Re: [PATCH] Add PR_{GET,SET}_NO_NEW_PRIVS to prevent execve fromgranting privs

From: Jamie Lokier
Date: Sat Jan 14 2012 - 08:56:45 EST


Andy Lutomirski wrote:
> > So I bet the google chrome people are not at all interested in
> > "running random binaries", and might want execve() very much for
> > "running some specific binaries that we ship with or install from the
> > browser".
>
> I want to be able to run "magic_seccomp_sandbox gv somefile.ps". And
> I want that to still work even if my distro gets fancy and uses
> selinux policy to prevent gv from accessing the network (which would
> not be an unreasonable thing to do). The chromium project already has
> a little seccomp wrapper that can (sort of) do this.

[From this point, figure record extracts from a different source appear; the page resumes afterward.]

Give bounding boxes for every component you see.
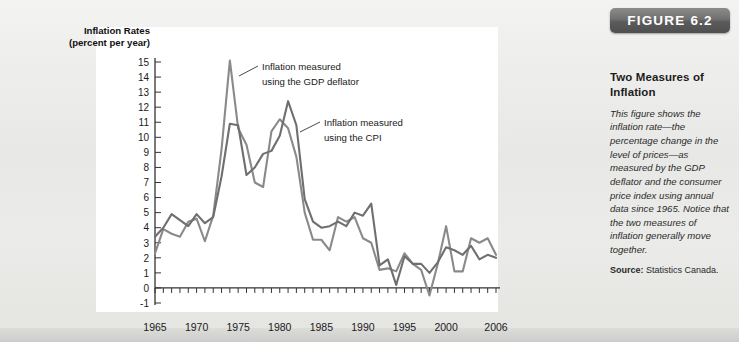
cpi-annotation-line2: using the CPI: [324, 132, 382, 143]
y-tick-label: 2: [143, 253, 149, 264]
y-tick-label: 13: [138, 87, 150, 98]
y-tick-label: 6: [143, 192, 149, 203]
x-tick-label: 1970: [185, 321, 209, 333]
axis-lines: [155, 58, 500, 305]
x-tick-label: 1975: [226, 321, 250, 333]
figure-side-column: Two Measures of Inflation This figure sh…: [610, 70, 732, 275]
cpi-annotation: Inflation measured using the CPI: [300, 117, 403, 143]
series-cpi: [155, 101, 496, 285]
y-tick-label: 3: [143, 238, 149, 249]
x-tick-label: 1985: [310, 321, 334, 333]
x-tick-label: 1995: [393, 321, 417, 333]
y-tick-label: 9: [143, 147, 149, 158]
x-axis-ticks: 196519701975198019851990199520002006: [143, 288, 508, 333]
y-tick-label: 1: [143, 268, 149, 279]
x-tick-label: 1990: [351, 321, 375, 333]
x-tick-label: 1980: [268, 321, 292, 333]
figure-title: Two Measures of Inflation: [610, 70, 732, 100]
figure-source-label: Source:: [610, 265, 644, 275]
figure-source-text: Statistics Canada.: [646, 265, 719, 275]
gdp-deflator-leader-line: [239, 66, 258, 76]
series-gdp-deflator: [155, 60, 496, 295]
y-tick-label: 5: [143, 207, 149, 218]
y-tick-label: 15: [138, 57, 150, 68]
y-tick-label: 12: [138, 102, 150, 113]
y-axis-title-line1: Inflation Rates: [84, 25, 150, 36]
gdp-deflator-annotation-line1: Inflation measured: [262, 61, 341, 72]
y-tick-label: -1: [140, 298, 149, 309]
y-axis-ticks: 1514131211109876543210-1: [138, 57, 161, 309]
figure-source: Source: Statistics Canada.: [610, 265, 732, 275]
cpi-leader-line: [300, 122, 320, 132]
x-tick-label: 2006: [484, 321, 508, 333]
y-tick-label: 4: [143, 222, 149, 233]
x-tick-label: 2000: [434, 321, 458, 333]
y-tick-label: 8: [143, 162, 149, 173]
y-tick-label: 7: [143, 177, 149, 188]
cpi-annotation-line1: Inflation measured: [324, 117, 403, 128]
y-tick-label: 11: [139, 117, 150, 128]
gdp-deflator-annotation: Inflation measured using the GDP deflato…: [239, 61, 360, 87]
y-tick-label: 10: [138, 132, 150, 143]
x-tick-label: 1965: [143, 321, 167, 333]
gdp-deflator-annotation-line2: using the GDP deflator: [262, 76, 360, 87]
data-series-lines: [155, 60, 496, 295]
figure-description: This figure shows the inflation rate—the…: [610, 107, 732, 257]
y-axis-title-line2: (percent per year): [69, 37, 150, 48]
y-tick-label: 14: [138, 72, 150, 83]
y-tick-label: 0: [143, 283, 149, 294]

Chrome also comes with NaCL. They *are* "running random binaries",
but they use code analysis to check the code first. Maybe because
seccomp wasn't good enough ;-)

> > So I really think that the *only* valid model is the "fail the execve
> > on any changes", not the "mnt-nosuid" approach of trying to run things
> > with the wrong permissions and get perhaps odd results. And I think it
> > works even - and perhaps *especially* - in models like selinux or
> > apparmor that do have a lot of "implicit MAC knowledge" on specific
> > binaries.
>
> Is the current exec_no_trans check enough for you? With my patch,
> selinux can already block the execve if it wants. (The policy is the
> same as it would be if a program explicitly asked to run the new
> executable with an unchanged security context.) I'd be happy to fail
> the exec in AppArmor, and then maybe AppArmor will change its mind
> if/when users get annoyed :)

Does SELinux block if userspace does exec entirely in userspace using
mmap() and not execve()? If not, why is execve() allowed to be different?